Statistical and Searching Functions

ragged.sum(a)                  # sum of all elements
ragged.sum(a, axis=1)          # sum per row
ragged.mean(a, axis=0)
ragged.max(a); ragged.min(a)
ragged.std(a); ragged.var(a)
ragged.prod(a)

ragged.argmax(a); ragged.argmin(a)
ragged.nonzero(a)
ragged.where(condition, x, y)

ragged.sort(a)
ragged.argsort(a)

Linear Algebra

ragged.matmul(a, b)            # or a @ b
ragged.tensordot(a, b, axes=1)
ragged.vecdot(a, b)            # inner product over last axis
ragged.matrix_transpose(a)     # swap last two axes

Data Type Functions

ragged.astype(a, np.float32)
ragged.can_cast(np.float32, np.float64)
ragged.result_type(a, b)
ragged.isdtype(np.float32, "real floating")

I/O: CF Conventions

The ragged.io sub-package provides serialisation helpers for the Climate and Forecast (CF) Conventions ragged-array encodings.

Contiguous ragged array (CF DSG H.3.1)

A contiguous encoding stores all values in a flat content array and row lengths in a counts array:

import ragged.io

a = ragged.array([[1.0, 2.0], [3.0], [4.0, 5.0, 6.0]])

content, counts = ragged.io.to_cf_contiguous(a)
# content: ragged.array([1., 2., 3., 4., 5., 6.])
# counts:  ragged.array([2, 1, 3])

restored = ragged.io.from_cf_contiguous(content, counts)

Indexed ragged array (CF DSG H.4.1)

An indexed encoding stores the row index for every element:

content, index = ragged.io.to_cf_indexed(a)
# content: ragged.array([1., 2., 3., 4., 5., 6.])
# index:   ragged.array([0, 0, 1, 2, 2, 2])

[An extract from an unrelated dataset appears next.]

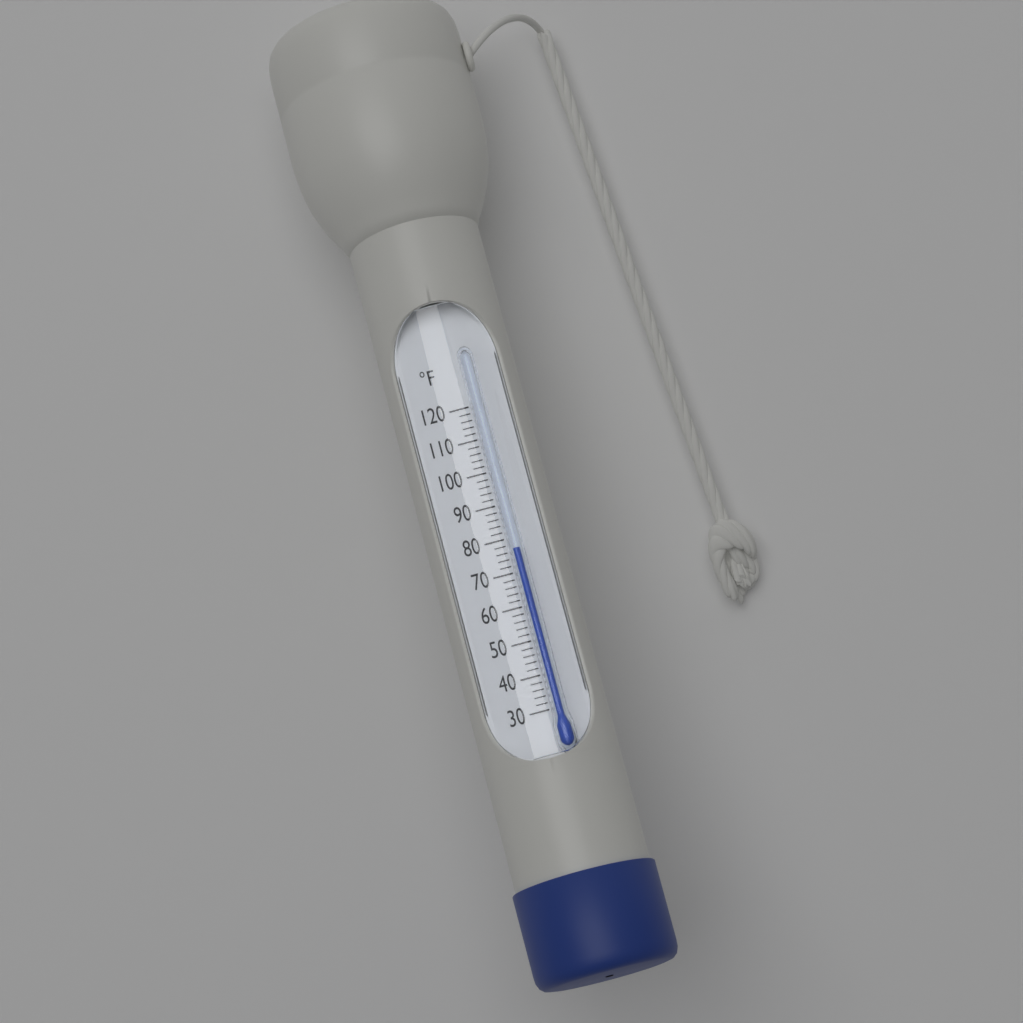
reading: 76 °F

restored = ragged.io.from_cf_indexed(content, index)

Constants

ragged.e          # Euler's number
ragged.pi         # π
ragged.inf        # IEEE 754 infinity
ragged.nan        # IEEE 754 NaN
ragged.newaxis    # alias for None, for use in indexing

Array API Compliance

ragged targets the Python Array API Standard (2022.12 and later). The namespace is discoverable via:

xp = a.__array_namespace__()   # returns the ragged module
xp.sqrt(a)

This allows Array-API-consuming libraries (e.g. array_api_extra, scipy, sklearn) to use ragged.array transparently wherever they accept an Array API input.